The Waterford City Council voted 5-0 to authorize staff to prepare and release a request for proposals for the Hickman Water Consolidation Project, a pipeline and roadway restoration contract intended to interconnect the Hickman Community Services District and the City of Waterford water systems.
City staff described the proposed work to the council as installation of a new 14-inch water transmission main along Hickman Road, trench excavation, pipeline installation, trench backfill, paving, and new roadway striping to restore affected areas. "The interconnection is intended to improve water reliability, increase system capacity, and provide redundancy for both communities in the event of emergency or supply interruption," Public Works staff said.
Staff provided an engineer's estimate of $1,025,000 and said the project would be paid with a pending Infrastructure Bank (IBank) loan. The city described the proposed loan as a maximum of $1,500,000 with a repayment term of 20 years at 4.52% interest. At that loan level, staff estimated total interest of $810,286 over the life of the loan and an annual debt service of about $115,514, secured by water fund revenues.

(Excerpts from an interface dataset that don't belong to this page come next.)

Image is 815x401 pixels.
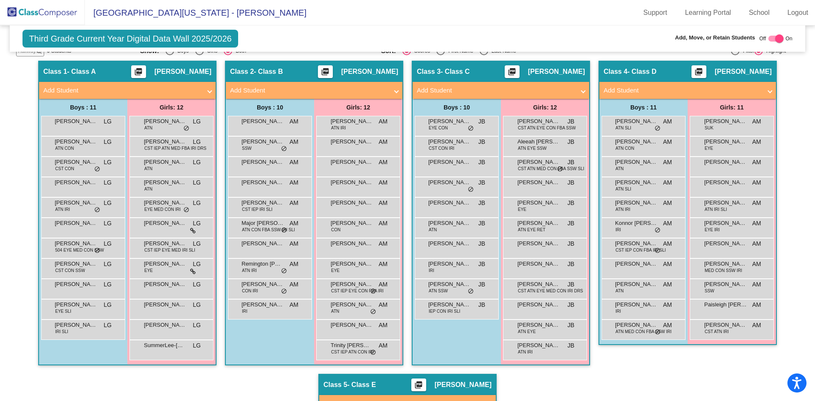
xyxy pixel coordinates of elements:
span: AM [663,240,672,248]
span: CST IEP EYE MED IRI SLI [144,247,195,254]
span: Trinity [PERSON_NAME] [331,341,373,350]
span: CST ATN EYE MED CON IRI DRS [518,288,584,294]
span: [PERSON_NAME] [518,260,560,268]
span: AM [753,138,762,147]
span: IRI [429,268,434,274]
span: [PERSON_NAME] [144,138,186,146]
div: Girls: 11 [688,99,776,116]
span: [PERSON_NAME] [429,178,471,187]
span: AM [753,158,762,167]
button: Print Students Details [131,65,146,78]
span: [PERSON_NAME] [55,178,97,187]
button: Print Students Details [692,65,707,78]
span: [PERSON_NAME] [518,158,560,166]
span: [PERSON_NAME] [705,219,747,228]
span: [PERSON_NAME] [144,240,186,248]
div: Girls: 12 [314,99,403,116]
span: do_not_disturb_alt [655,227,661,234]
span: On [786,35,793,42]
span: JB [568,138,575,147]
span: JB [479,280,485,289]
span: AM [379,199,388,208]
span: Class 1 [43,68,67,76]
span: JB [479,138,485,147]
mat-icon: picture_as_pdf [694,68,704,79]
span: CST ATN EYE CON FBA SSW [518,125,576,131]
div: Girls: 12 [501,99,590,116]
span: [PERSON_NAME] [242,280,284,289]
span: ATN IRI [55,206,70,213]
span: AM [753,280,762,289]
span: [PERSON_NAME] [55,158,97,166]
span: [PERSON_NAME] [55,138,97,146]
mat-expansion-panel-header: Add Student [39,82,216,99]
span: EYE IRI [705,227,720,233]
span: EYE CON [429,125,448,131]
span: [PERSON_NAME] [528,68,585,76]
span: Aleeah [PERSON_NAME] [518,138,560,146]
span: AM [663,117,672,126]
span: CST IEP ATN MED FBA IRI DRS [144,145,206,152]
span: [PERSON_NAME] [615,301,658,309]
span: [PERSON_NAME] [429,219,471,228]
span: ATN [144,166,152,172]
span: do_not_disturb_alt [94,207,100,214]
span: do_not_disturb_alt [183,207,189,214]
span: [PERSON_NAME] [615,240,658,248]
span: JB [568,158,575,167]
span: [PERSON_NAME] [55,117,97,126]
span: AM [753,199,762,208]
span: LG [104,321,112,330]
span: [PERSON_NAME] [144,219,186,228]
span: do_not_disturb_alt [655,125,661,132]
span: JB [479,117,485,126]
span: LG [193,178,201,187]
button: Print Students Details [412,379,426,392]
span: CST CON [55,166,74,172]
span: [PERSON_NAME] [615,321,658,330]
span: JB [568,219,575,228]
span: - Class B [254,68,283,76]
span: [PERSON_NAME] [331,260,373,268]
span: Class 2 [230,68,254,76]
span: JB [479,301,485,310]
span: do_not_disturb_alt [655,329,661,336]
span: ATN [331,308,339,315]
span: do_not_disturb_alt [370,309,376,316]
span: [PERSON_NAME] [144,280,186,289]
span: CST CON SSW [55,268,85,274]
span: [PERSON_NAME] [242,240,284,248]
span: do_not_disturb_alt [370,288,376,295]
span: do_not_disturb_alt [655,248,661,254]
span: [PERSON_NAME] [PERSON_NAME] [55,199,97,207]
span: JB [568,301,575,310]
span: [PERSON_NAME] [429,158,471,166]
span: EYE [705,145,714,152]
span: AM [290,280,299,289]
span: AM [290,240,299,248]
span: [PERSON_NAME] [518,240,560,248]
span: [PERSON_NAME] [331,138,373,146]
span: do_not_disturb_alt [281,227,287,234]
span: CST ATN IRI [705,329,729,335]
span: LG [104,301,112,310]
span: JB [479,240,485,248]
span: JB [479,158,485,167]
span: LG [193,341,201,350]
span: 504 EYE MED CON SSW [55,247,104,254]
a: Logout [781,6,815,20]
span: CST IEP EYE CON FBA IRI [331,288,384,294]
span: AM [290,199,299,208]
span: ATN CON [55,145,74,152]
span: LG [104,260,112,269]
mat-expansion-panel-header: Add Student [413,82,590,99]
div: Boys : 11 [600,99,688,116]
span: [PERSON_NAME] [144,321,186,330]
mat-panel-title: Add Student [604,86,762,96]
span: [PERSON_NAME] [331,219,373,228]
span: [PERSON_NAME] [429,260,471,268]
span: JB [479,260,485,269]
span: [PERSON_NAME] [55,260,97,268]
span: [PERSON_NAME] [518,280,560,289]
span: ATN EYE [518,329,536,335]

Residents asked about bill impacts and project timing. Staff said a rate analysis to include the debt service is already under way and that the city expects draft results in approximately November–December; staff said construction could begin in late winter and last roughly 60–90 days once bids are received, permits are obtained and a contract is awarded. "We're going to include that debt service in the rate analysis," staff said. "At this point in time, I can't tell you what the rate analysis is going to tell us as far as percentage increase."
Councilmember comments framed the project as long-awaited infrastructure work to address a failing well and to provide more reliable service to Hickman. Council approved the motion to proceed with the RFP and directed staff to return with financing details and the rate analysis when available.